The glucose moiety of STZ directs this agent to the pancreatic β-cell where it binds to a membrane protein, probably the glucose transporter GLUT2. A process of methylation [production of carbonium ions (CH3 + causing DNA breaks by alkylating DNA bases)] may be involved as well as free radical generation (only indirect evidence by protection through superoxide dismutase). Nitric oxide (NO) production may also be important. The cytotoxic action of STZ is initiated by the highly reactive nitrosourea side chain of streptozotocin.

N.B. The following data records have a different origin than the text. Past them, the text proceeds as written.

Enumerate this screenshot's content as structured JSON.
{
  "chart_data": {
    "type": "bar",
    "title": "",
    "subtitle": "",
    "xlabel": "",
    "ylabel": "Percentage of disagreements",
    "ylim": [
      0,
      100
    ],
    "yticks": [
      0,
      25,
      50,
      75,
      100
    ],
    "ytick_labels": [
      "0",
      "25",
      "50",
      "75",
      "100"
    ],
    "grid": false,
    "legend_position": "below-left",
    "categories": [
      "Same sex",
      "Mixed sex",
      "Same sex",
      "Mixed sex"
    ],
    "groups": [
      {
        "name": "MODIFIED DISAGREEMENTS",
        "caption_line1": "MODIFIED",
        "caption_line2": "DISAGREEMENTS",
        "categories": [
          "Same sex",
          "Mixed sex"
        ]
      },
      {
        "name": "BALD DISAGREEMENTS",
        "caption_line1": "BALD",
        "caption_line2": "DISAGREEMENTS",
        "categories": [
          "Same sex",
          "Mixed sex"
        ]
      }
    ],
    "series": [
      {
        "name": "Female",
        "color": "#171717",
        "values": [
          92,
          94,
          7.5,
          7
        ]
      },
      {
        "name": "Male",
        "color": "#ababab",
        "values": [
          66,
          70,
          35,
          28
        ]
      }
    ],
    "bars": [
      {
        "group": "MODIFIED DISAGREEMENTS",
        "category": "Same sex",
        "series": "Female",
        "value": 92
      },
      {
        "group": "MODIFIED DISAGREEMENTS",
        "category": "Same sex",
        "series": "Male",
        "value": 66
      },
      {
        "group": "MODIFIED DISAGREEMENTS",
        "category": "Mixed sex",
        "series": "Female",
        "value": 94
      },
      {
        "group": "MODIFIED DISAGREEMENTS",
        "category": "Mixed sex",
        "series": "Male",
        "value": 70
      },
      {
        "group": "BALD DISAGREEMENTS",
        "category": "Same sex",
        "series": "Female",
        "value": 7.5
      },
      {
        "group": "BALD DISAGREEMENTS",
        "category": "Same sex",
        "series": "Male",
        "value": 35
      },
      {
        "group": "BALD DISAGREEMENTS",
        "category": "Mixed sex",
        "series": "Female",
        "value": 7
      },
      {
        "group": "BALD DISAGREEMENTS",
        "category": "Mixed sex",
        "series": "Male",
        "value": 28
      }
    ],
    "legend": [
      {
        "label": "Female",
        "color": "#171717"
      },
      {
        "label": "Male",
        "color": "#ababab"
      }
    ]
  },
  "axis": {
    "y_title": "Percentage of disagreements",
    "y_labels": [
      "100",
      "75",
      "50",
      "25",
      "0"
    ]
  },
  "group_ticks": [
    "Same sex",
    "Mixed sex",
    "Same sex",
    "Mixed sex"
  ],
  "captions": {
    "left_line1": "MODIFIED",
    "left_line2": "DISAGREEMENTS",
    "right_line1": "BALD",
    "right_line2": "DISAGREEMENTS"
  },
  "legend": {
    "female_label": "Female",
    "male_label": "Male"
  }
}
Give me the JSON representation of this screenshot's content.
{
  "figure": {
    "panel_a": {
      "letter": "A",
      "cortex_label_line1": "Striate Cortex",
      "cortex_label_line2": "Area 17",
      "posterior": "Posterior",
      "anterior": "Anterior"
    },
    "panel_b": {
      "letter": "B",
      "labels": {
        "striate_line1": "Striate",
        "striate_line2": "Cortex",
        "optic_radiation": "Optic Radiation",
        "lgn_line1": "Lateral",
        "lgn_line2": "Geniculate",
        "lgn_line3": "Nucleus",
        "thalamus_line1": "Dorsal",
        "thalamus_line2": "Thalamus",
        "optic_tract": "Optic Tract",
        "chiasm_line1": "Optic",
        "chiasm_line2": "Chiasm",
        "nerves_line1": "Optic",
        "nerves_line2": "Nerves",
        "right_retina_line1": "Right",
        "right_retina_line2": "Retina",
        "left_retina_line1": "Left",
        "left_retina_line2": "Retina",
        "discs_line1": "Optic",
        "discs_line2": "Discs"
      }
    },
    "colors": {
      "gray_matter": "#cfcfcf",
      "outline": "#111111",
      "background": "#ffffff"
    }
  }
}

When authors are planning to use streptozotocin (STZ) they are adivsed to use it in a proper manner; in many cases it is forgotten that depending on the conditions (protocol of STZ application) animals with either type 1 (IDDM) or type 2 diabetes (NIDDM) will result (Table [9]). Authors are also advised to use the proper controls to know about the physiological situation of the animals. A single dose of STZ (e.g., 90 mg/kg i.v.) is given to 2-day-old neonatal rats. This induces β-cell injury which is followed by limited regeneration (short-term normalization of glycemia), primarily as a result of ductual budding rather than mitosis of pre-existing β-cells. Necrotic and degranulated β-cells cause an initial rise of serum insulin values, resulting in a hypoglycemic phase followed by a persistent hyperglycemia. At 6 to 15 weeks of age an impaired glucose disposal rate and significant β-cell secretory dysfunction (type 2) is observed. The STZ model does not completely resemble human type 2 diabetes since, e.g., insulin resistance is not induced; type 2 diabetes is characterised by many other features, e.g., with respect to insulin relase:

  1. missing first phase,

  2. less dose-depending from glucose,

  3. less potentiating effect of various compounds,

though total insulin output is not diminished. β-Cells are alive but stunned.

Under modified protocols a rat resembling more type 1 diabetes can be obtained; this STZ-model for type 2 diabetes can, however, be modified to create type 1 diabetes: STZ plus Complete Freund's Adjuvant is given in multiple low doses (instead of a single high dose) which induces immune pancreatic insulitis in rats mimicking immune type 1 diabetes in humans.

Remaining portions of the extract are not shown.